Publication year - 2020
Publication title -
journal of mass spectrometry
Language(s) - English
Resource type - Journals
SCImago Journal Rank - 0.475
H-Index - 121
eISSN - 1096-9888
pISSN - 1076-5174
DOI - 10.1002/jms.4584
Subject(s) - abiraterone , chemistry , bioanalysis , chromatography , prostate cancer , mass spectrometry , analytical chemistry (journal) , pharmacology , cancer , medicine , androgen receptor
Paper spray ionization (PSI) is a direct, fast, and low‐cost ambient ionization technique which may have clinical utility for qualitative and quantitative analysis of therapeutic drugs and metabolites from patient specimens. We developed and validated a PSI‐mass spectrometry (PSI‐MS/MS) method according to the US‐FDA guidelines for bioanalytical studies to measure the prostate cancer drug abiraterone directly from patient plasma. The established linearity range was 3.1–156.8 ng/mL with a precision (%CV) and an accuracy (%) range of 0.5–10.7 and 93.5–103.2, respectively. The mean internal standard normalized matrix factor for abiraterone was just below 1 with highest %CV of 10.2 at the low‐level quality control. In benchmarking the performance of this assay against a published LC‐MS/MS assay, we showed they were mostly equivalent, with the exception of accuracy with clinical samples.
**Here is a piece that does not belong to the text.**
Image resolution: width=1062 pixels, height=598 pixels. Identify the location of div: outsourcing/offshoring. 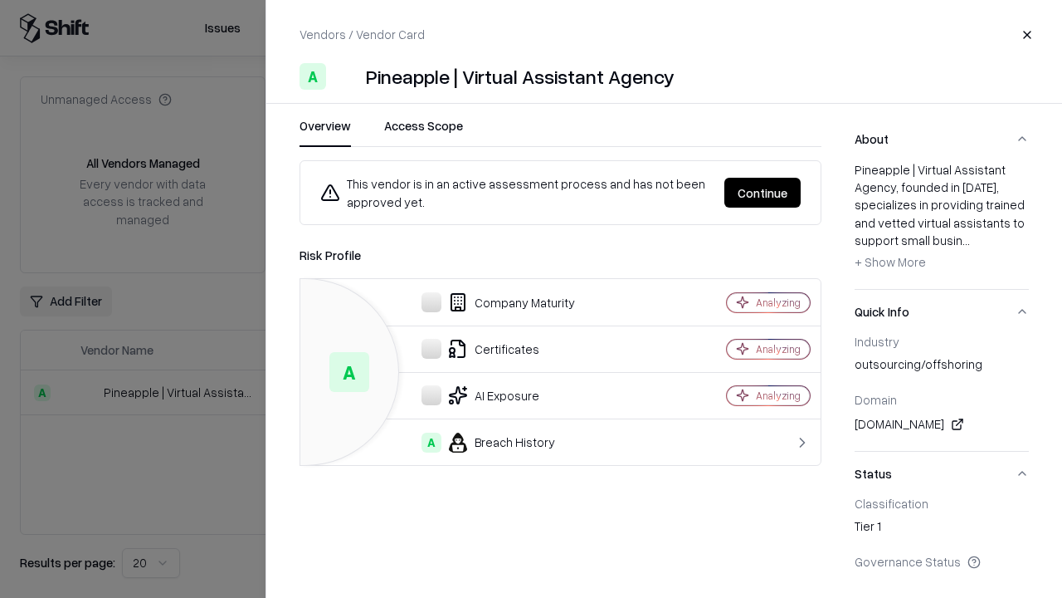
(942, 367).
We found the quantitative values observed for abiraterone measured directly from patient plasma using PSI‐MS/MS showed positive bias. Upon investigation, we concluded the increased values were due to summed quantitation of isomeric abiraterone conjugates and metabolites which are separable by LC‐MS/MS, but not with the current PSI‐MS/MS configuration. Despite demonstrating the utility of PSI‐MS/MS for rapid bioanalysis, this study also highlighted a limitation encountered with the direct analysis of abiraterone in clinical samples.